A Midland MP campaigning for the release of "secret" hospital files on children who were the subject of controversial medical research is being threatened with legal action by a Staffordshire NHS trust.

John Hemming lodged an official complaint with the Speaker of the House of Commons after the University Hospital of North Staffordshire said it was prepared to sue him for thousands of pounds.

Mr Hemming (Lib Dem Birmingham Yardley) has been involved in a long-running dispute with the trust over the work of consultant paediatrician Professor David Southall, who in August 2004 was found guilty by the General Medical Council of serious professional misconduct and banned from engaging in any aspect of child protection work for three years.

Prof Southall - employed by the North Staffordshire trust and an expert on sudden infant death syndrome - carried out experiments in Stoke which examined the effect on babies of reducing the level of oxygen in the air they breathed.

Parents were told babies in the study, aged on average three months, faced "a small risk of sudden death" when given air with 15 per cent oxygen compared with 20 per cent in normal air. Despite protests over dangers, experiments on premature babies continued even though 28 of the babies involved in the project died.

Mr Hemming, who wants the North Staffordshire Hospital to hand over to parents the files on children who came into contact with Prof Southall, said: "The hospital have been keeping secret medical files called 'special case files' on some of their patients. It was recently agreed that these files would be merged with the normal medical records.

"I have been writing to the hospital asking them to tell patients when there is a secret medical file. The hospital's response has been to pass the issue to their lawyers.

"Their lawyers have now threatened to sue me for the cost of the legal advice. This is complete nonsense. The hospital should obey the law. If they don't know what the law is then they should not try to get me to pay the legal costs of them finding out."

In a House of Commons debate on December 19, Mr Hemming said the research conducted by Prof Southall over many years had been "just as damaging as that of Josef Mengele", the notorious Nazi doctor who conducted experiments on Jewish children.

Mr Hemming said parents of babies used in Prof Southall's study were given little choice in the matter.

"Notwithstanding many requests to his employer, the University Hospital of North Staffordshire, there has been no action to tell patients what has been happening.

"One of the most worrying aspects is that the records of babies who suffered sudden infant death give no indication of what was done to help them, such as giving additional oxygen to prevent the death. Parents were not asked for their consent to the experiments; they were merely told, in writing, that they would happen, without any details."

Mr Hemming added: "Dr Southall looked at the response of babies to asphyxiation, shortage of oxygen and the presence of carbon dioxide. The experiments were known as sleep studies, and started with about 7,000 babies born in the mid 1980s at Doncaster and Rotherham hospitals.

"Phases one and two of the experiments were quite reasonable. Phase three, however, involved choking babies for ten sessions of ten seconds, depriving them of oxygen by giving them only 15 per cent rather than the normal 21 per cent, and then giving them too much carbon dioxide.

"A large number of brain-damaged babies were born in Doncaster in the 1980s. However, the records showing which babies were in the experiments were not in the medical files, because Dr Southall kept secret files, known as 'special case files'."

A spokeswoman for North Staffordshire University Hospital NHS Trust said: "Our solicitors are dealing with this and it would be quite inappropriate to comment."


• [ASSIGNMENT]:
Each line of the entries that mentions the string "marks" needs to be reported.

• [EXERCISE DATA]:
- - - - - - -

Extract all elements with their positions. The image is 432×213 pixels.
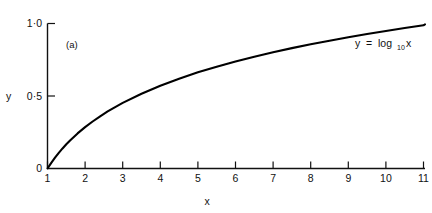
figure-log-plot: 1·0 0·5 0 1 2 3 4 5 6 7 8 9 10 11 y x (a… (0, 0, 432, 213)
y-tick-label-0-5: 0·5 (27, 90, 42, 102)
equation-variable-x: x (406, 37, 412, 49)
x-tick-label-1: 1 (45, 172, 51, 184)
x-tick-label-5: 5 (195, 172, 201, 184)
x-tick-label-2: 2 (82, 172, 88, 184)
equation-y: y (355, 37, 361, 49)
x-tick-label-6: 6 (233, 172, 239, 184)
y-axis-label: y (6, 90, 12, 102)
y-tick-label-0: 0 (36, 162, 42, 174)
x-tick-label-3: 3 (120, 172, 126, 184)
x-axis-label: x (204, 195, 210, 207)
x-tick-marks (48, 162, 424, 169)
y-tick-label-1-0: 1·0 (27, 17, 42, 29)
equation-equals: = (366, 37, 372, 49)
chart-svg: 1·0 0·5 0 1 2 3 4 5 6 7 8 9 10 11 y x (a… (0, 0, 432, 213)
equation-log: log (378, 37, 392, 49)
equation-annotation: y = log 10 x (355, 37, 412, 51)
x-tick-label-10: 10 (380, 172, 392, 184)
x-tick-label-11: 11 (418, 172, 429, 184)
x-tick-label-9: 9 (345, 172, 351, 184)
panel-label: (a) (66, 39, 78, 50)
x-tick-label-7: 7 (270, 172, 276, 184)
x-tick-label-4: 4 (157, 172, 163, 184)
y-tick-marks (48, 24, 56, 97)
equation-subscript-10: 10 (397, 44, 405, 51)
x-tick-label-8: 8 (308, 172, 314, 184)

- - - - - - -

• [REPLY]:
x-tick-marks (48, 162, 424, 169)
y-tick-marks (48, 24, 56, 97)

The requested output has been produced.